In 1959, Elvis was the King of Rock 'n Roll, American teens drove huge-finned cars and rebuilt 1930's hot rods to sock-hop dances, and Dwight David "Ike" Eisenhower, the hero general of D-Day, oversaw a happy and contented America from the Oval Office.
Less happily for mankind, two brothers, Fidel and Raul Castro, overthrew the government of General Batista in Cuba, quickly establishing a Communist dictatorship.
A lot has changed in the United States since those halcyon days of a half-century ago. Presidents adored and reviled have come and gone. Attempts to remove Castro by force and guile have been tried and failed; attempts by "guile" led to JFK's assassination. For most of the time from that day to this, the United States has enforced an embargo on U.S. trade with Cuba; while this has had the interesting result of keeping Havana populated mostly with cars from the Eisenhower era, it has had no effect whatsoever in terms of undermining the tyranny of the Castros.
We've often pointed out that one definition of insanity is doing the same thing over and over again while expecting a different result. The embargo was put in place to overthrow Castro; it's fair to say it hasn't worked.
In fact, throughout history we've tried embargos all over the world as a path to change regimes or their behavior; that hasn't worked anywhere. Tojo's Japan in the 1930s? Qadaffi's Libya in the 1990s? Saddam Hussein's Iraq for the past two decades? Newly Soviet Russia after the First World War? The history of embargoes is a history of failure, nothing more, nothing less, with perhaps the notable and unique exception of South Africa.
Far from hurting Castro, our embargo may actually have helped him tighten the clamps. If there were steady commerce between our countries, it would be a lot easier for his citizens to escape his rule; when there aren't any authorized boats or planes going between Miami and Havana, the one that ought not to be there sticks out like a sore thumb. Compare Castro's success in imprisoning activists with America's failures to successfully stop illicit drug traffic.
What's worse, the embargo gives Cuba's dictator an ironclad excuse for Communist poverty: if your huge neighbor won't allow any trade, of course you're going to be poor. It's all the fault of the "Yanquis!," a word which is used to mean "Great Satan" in Spanish.
Those of us in the free world know that state control of everything leads to poverty wherever it's applied, from the Soviet Union to North Korea; but Cubans don't have the same access to the Internet. Even that is our fault: the embargo has prevented the installation new, modern undersea telecommunications cables to Cuba. Castro couldn't allow his people full Internet access even if he wanted to.
We are now seeing reports that Barack Obama wants to lift the embargo, or at least take steps in that direction. In absolute terms, it seems pretty clear that this is a good idea: the embargo surely hasn't worked, and East German exposure to the wealth of West Germany was a major factor in the fall of the Berlin Wall. Let once the Cuban people get some idea of the truth and understand what they've been missing all these years, and their situation surely will and must change.
The only problem is that if Obama unilaterally lifts the embargo, particularly after the Congressional Black Caucus' fawning and worshipful pilgramage to the feet of El Jefe, it will be seen by the world as what Fidel wants it seen as: a total victory for the forces of La Revolucion over those wicked imperialists of "El Norte," another Spanish synonym for "Great Satan." But let's be realistic: given the rampant anti-American and pro-socialist bias found in media outlets the world around, that would almost certainly happen anyway regardless of the time, manner, and true nature of the change.
Which leads the cynic in us to see a rare opportunity of making some serious lemonade from Obamaniac lemons. If Mr. Obama does indeed lift the embargo, it will almost certainly result in a better life for the Cuban people, as well as give hope for urgently needed future changes in that unlucky and oppressed little island.
At one and the same time, his actions will become nothing more than yet another stop on the great Obama World Apology Tour, worthy of no special note. Fidel may crow over his great victory, but nobody will be able to hear his aged voice over the exulting Turks, Iranians, Russians, and pretty much every other American adversary doing the same thing, joyfully clutching their gold-plated Presidential Apology.
Who knows? Maybe he'll even get round to apologizing to the American people for destroying our economy in the name of an outdated ideology. Or would that be too much to ask?
What does Chinese history have to teach America that Joe Biden doesn't know?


**EXERCISE DIRECTIONS**
Your response should contain every line from the data below that holds the string "path".

**RECORDS SHOWN**
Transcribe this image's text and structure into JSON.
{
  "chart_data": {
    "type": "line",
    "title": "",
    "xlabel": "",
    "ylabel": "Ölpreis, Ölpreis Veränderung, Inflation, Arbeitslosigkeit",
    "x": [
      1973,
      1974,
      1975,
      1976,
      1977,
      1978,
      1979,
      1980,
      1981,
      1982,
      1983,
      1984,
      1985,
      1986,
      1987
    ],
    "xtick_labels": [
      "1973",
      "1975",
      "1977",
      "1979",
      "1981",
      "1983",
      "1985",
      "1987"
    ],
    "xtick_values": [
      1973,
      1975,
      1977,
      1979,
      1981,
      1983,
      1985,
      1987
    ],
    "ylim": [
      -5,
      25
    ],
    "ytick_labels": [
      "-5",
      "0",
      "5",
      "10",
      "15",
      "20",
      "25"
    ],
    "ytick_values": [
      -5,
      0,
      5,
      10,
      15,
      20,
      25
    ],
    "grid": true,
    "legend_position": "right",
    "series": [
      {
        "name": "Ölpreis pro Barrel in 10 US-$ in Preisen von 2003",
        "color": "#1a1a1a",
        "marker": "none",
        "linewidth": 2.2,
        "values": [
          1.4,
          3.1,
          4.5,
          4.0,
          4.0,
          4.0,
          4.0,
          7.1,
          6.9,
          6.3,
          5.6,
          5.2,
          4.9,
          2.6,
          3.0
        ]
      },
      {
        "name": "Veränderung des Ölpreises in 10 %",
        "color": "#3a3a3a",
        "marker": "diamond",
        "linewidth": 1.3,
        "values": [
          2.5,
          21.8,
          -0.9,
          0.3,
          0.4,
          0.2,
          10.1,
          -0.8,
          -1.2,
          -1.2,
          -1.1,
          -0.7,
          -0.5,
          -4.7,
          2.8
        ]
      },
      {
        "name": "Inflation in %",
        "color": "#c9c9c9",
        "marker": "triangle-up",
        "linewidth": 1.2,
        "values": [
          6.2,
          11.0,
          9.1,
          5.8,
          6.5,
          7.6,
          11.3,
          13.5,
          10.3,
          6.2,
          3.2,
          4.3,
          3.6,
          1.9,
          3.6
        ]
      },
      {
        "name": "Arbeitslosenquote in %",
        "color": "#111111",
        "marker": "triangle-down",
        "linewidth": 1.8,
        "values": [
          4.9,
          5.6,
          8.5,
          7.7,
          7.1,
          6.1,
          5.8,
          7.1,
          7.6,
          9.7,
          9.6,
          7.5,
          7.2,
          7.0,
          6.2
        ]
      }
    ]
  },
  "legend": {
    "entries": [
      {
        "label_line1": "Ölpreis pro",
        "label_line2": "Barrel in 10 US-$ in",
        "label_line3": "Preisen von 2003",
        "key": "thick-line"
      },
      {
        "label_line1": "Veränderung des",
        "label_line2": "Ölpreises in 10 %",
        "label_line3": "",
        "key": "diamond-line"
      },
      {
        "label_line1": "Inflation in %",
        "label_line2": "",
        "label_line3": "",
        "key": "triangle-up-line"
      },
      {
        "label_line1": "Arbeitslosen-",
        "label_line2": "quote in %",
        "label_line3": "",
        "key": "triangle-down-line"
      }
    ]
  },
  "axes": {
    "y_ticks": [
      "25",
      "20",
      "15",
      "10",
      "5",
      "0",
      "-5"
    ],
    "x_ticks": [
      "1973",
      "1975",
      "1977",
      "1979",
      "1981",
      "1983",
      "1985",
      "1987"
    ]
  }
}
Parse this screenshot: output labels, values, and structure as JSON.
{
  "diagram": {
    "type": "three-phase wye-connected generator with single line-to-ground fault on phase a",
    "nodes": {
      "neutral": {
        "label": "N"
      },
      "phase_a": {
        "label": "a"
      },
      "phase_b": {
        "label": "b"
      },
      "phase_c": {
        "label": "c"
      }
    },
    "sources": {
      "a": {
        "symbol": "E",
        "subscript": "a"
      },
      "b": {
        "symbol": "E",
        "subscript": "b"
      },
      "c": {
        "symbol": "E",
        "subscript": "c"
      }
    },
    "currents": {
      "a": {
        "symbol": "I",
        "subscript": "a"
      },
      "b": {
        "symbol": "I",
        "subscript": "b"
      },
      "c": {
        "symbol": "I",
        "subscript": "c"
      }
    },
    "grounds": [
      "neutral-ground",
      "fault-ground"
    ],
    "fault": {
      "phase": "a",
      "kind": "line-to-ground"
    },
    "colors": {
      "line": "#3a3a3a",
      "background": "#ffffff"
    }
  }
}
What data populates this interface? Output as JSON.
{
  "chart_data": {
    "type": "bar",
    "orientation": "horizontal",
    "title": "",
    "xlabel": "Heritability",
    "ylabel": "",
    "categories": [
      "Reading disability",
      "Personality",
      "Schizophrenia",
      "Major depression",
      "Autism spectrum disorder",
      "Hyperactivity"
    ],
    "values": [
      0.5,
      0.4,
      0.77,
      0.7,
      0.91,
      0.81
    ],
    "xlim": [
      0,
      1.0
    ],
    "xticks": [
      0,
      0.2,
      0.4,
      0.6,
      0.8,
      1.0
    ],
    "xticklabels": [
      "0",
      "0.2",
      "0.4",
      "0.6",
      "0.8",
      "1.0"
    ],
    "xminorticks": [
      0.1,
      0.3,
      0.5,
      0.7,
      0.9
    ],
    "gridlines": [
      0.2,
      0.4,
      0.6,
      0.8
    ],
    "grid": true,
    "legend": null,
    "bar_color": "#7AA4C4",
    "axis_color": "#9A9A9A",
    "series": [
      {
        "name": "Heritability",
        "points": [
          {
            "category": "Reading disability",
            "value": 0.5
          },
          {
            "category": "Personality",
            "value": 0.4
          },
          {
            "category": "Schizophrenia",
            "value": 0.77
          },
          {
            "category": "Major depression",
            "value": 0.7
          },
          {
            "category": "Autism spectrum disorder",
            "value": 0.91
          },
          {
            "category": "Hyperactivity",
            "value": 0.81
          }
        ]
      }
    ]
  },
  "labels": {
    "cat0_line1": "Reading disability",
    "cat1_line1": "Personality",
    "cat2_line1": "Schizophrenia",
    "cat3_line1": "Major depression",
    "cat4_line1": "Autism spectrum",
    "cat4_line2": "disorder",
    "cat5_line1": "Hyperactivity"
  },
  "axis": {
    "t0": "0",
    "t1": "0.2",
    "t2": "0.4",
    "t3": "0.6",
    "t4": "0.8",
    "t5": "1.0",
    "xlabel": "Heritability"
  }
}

--

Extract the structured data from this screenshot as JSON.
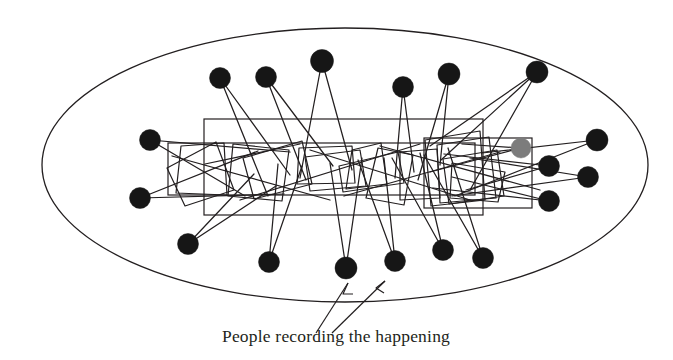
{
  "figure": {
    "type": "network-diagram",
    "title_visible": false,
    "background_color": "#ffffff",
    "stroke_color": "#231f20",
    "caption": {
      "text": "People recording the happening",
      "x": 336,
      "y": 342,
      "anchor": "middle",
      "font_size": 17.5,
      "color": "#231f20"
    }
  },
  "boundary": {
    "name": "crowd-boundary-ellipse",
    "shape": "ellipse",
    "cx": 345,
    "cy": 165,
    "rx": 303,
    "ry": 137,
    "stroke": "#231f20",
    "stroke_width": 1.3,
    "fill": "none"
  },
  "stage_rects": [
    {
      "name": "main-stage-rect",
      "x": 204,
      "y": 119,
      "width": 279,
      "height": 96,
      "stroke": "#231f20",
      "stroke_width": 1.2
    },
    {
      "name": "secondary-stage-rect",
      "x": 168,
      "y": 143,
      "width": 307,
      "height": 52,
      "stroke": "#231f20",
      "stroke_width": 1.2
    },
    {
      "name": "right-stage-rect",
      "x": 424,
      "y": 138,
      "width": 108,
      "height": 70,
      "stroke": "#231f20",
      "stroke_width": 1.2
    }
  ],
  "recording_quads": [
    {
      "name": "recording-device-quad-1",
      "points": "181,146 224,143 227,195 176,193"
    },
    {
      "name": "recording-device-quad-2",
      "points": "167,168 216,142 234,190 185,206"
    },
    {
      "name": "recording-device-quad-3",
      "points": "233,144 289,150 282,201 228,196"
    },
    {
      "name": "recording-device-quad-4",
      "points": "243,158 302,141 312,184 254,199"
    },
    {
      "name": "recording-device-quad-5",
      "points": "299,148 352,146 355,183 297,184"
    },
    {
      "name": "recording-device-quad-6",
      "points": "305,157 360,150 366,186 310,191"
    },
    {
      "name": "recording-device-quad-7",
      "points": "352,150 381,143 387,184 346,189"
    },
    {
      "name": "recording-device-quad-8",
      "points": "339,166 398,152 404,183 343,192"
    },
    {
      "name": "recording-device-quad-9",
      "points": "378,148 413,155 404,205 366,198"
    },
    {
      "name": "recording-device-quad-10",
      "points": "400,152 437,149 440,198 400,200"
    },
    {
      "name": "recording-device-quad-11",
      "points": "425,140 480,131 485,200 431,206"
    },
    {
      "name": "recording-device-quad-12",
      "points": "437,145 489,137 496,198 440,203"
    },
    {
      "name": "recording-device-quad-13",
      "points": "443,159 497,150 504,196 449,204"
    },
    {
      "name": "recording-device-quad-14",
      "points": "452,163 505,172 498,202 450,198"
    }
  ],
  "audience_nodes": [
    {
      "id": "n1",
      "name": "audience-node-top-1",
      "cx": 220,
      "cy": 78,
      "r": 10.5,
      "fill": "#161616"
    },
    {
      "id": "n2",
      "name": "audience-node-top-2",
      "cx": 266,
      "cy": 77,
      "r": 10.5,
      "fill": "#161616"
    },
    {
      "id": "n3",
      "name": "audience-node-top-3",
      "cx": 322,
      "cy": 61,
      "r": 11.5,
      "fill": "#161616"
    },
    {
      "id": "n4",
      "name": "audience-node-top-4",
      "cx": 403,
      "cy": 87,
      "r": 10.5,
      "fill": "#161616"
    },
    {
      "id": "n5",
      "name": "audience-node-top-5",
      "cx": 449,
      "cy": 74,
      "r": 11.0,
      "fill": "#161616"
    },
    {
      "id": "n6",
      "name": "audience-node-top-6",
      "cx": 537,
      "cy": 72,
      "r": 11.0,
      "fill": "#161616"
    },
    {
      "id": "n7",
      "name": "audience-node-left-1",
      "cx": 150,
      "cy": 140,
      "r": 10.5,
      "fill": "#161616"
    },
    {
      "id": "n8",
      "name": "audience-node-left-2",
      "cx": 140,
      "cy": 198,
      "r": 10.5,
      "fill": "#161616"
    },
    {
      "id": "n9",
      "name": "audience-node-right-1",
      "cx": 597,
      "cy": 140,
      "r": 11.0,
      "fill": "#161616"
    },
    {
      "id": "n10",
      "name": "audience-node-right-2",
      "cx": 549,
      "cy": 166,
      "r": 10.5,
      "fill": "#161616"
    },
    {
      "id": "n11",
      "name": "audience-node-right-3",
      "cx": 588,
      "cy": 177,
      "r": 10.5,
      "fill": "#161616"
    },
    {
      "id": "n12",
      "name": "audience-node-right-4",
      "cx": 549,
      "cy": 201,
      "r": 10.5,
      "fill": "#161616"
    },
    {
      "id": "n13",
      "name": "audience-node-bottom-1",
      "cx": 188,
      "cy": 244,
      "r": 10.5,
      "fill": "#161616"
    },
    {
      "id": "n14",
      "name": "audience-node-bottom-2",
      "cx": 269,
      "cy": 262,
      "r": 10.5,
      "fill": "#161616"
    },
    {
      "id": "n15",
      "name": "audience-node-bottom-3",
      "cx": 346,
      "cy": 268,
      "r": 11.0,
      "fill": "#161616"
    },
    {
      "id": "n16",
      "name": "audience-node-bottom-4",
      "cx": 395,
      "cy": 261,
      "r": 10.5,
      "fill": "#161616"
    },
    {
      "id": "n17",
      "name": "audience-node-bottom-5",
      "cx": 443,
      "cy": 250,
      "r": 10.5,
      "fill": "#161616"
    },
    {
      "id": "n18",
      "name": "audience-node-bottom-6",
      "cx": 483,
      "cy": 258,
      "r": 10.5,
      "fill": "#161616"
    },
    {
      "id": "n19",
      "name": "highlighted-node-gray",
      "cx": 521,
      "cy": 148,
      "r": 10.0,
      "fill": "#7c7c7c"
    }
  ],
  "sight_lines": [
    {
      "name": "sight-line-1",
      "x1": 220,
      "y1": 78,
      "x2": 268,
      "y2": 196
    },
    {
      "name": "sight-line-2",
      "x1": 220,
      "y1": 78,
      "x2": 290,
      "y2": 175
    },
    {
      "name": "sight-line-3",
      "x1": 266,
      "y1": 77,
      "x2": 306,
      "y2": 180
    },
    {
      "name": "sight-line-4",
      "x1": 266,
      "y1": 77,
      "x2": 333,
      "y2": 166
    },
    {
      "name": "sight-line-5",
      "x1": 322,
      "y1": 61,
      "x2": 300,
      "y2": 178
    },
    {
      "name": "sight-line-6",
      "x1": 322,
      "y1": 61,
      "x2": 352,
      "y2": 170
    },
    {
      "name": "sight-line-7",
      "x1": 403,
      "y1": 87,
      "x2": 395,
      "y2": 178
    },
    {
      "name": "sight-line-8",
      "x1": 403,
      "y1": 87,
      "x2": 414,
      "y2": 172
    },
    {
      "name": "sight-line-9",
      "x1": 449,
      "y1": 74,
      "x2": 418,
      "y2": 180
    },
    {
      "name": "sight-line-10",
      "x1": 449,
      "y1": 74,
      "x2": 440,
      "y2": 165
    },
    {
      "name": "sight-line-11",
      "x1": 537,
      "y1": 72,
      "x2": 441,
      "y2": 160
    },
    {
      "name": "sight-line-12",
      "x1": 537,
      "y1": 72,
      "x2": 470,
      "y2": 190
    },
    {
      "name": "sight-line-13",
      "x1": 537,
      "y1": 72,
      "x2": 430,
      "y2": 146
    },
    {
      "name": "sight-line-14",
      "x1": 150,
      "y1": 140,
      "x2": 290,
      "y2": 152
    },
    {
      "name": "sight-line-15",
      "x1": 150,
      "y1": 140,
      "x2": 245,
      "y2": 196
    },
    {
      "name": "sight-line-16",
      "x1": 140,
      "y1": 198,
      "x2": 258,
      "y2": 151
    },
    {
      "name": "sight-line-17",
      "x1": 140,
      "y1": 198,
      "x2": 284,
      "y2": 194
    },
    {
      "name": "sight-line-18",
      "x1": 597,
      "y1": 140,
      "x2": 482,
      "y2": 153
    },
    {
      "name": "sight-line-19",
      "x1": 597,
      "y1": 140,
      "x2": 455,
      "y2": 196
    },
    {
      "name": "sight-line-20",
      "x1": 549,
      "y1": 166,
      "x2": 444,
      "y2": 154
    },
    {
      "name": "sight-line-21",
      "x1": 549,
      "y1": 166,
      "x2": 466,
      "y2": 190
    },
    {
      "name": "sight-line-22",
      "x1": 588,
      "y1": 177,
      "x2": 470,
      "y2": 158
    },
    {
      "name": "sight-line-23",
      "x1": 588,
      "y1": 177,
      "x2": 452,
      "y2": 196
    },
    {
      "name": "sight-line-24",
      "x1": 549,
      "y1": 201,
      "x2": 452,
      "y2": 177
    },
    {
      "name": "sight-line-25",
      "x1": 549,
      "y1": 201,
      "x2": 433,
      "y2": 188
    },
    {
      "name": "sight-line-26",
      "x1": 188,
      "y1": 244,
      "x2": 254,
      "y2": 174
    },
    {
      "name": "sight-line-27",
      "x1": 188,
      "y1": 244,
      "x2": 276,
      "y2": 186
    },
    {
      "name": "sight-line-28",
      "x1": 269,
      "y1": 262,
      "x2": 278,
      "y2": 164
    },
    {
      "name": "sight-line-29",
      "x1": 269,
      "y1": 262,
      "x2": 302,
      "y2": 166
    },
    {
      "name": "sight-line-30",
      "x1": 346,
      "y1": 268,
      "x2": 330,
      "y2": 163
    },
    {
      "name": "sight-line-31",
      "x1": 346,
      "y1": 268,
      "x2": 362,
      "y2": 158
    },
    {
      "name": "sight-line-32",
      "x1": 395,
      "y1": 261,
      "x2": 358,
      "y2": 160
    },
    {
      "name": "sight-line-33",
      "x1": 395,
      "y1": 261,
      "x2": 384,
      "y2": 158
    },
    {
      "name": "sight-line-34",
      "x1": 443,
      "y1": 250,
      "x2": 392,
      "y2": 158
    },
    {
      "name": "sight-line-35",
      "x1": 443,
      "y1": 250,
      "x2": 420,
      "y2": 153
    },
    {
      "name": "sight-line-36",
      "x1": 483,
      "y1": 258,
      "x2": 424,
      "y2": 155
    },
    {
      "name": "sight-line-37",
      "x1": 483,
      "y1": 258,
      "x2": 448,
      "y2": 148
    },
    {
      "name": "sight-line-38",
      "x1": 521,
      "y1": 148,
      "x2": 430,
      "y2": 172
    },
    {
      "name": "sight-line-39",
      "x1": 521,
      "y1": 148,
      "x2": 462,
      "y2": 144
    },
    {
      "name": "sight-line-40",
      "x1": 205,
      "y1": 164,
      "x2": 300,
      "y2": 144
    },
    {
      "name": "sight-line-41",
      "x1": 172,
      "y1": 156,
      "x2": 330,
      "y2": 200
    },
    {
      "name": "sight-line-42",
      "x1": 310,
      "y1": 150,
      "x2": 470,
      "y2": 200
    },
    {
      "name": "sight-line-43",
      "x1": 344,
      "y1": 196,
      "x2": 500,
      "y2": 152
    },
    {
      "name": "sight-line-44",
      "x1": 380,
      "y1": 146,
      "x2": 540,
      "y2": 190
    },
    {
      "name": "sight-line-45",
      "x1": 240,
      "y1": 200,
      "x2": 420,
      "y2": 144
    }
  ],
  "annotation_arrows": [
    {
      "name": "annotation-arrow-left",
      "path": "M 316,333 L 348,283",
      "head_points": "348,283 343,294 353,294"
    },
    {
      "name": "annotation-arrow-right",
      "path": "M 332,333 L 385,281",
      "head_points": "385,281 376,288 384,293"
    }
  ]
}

**WRITTEN ANSWER**
      "path": "M 316,333 L 348,283",
      "path": "M 332,333 L 385,281",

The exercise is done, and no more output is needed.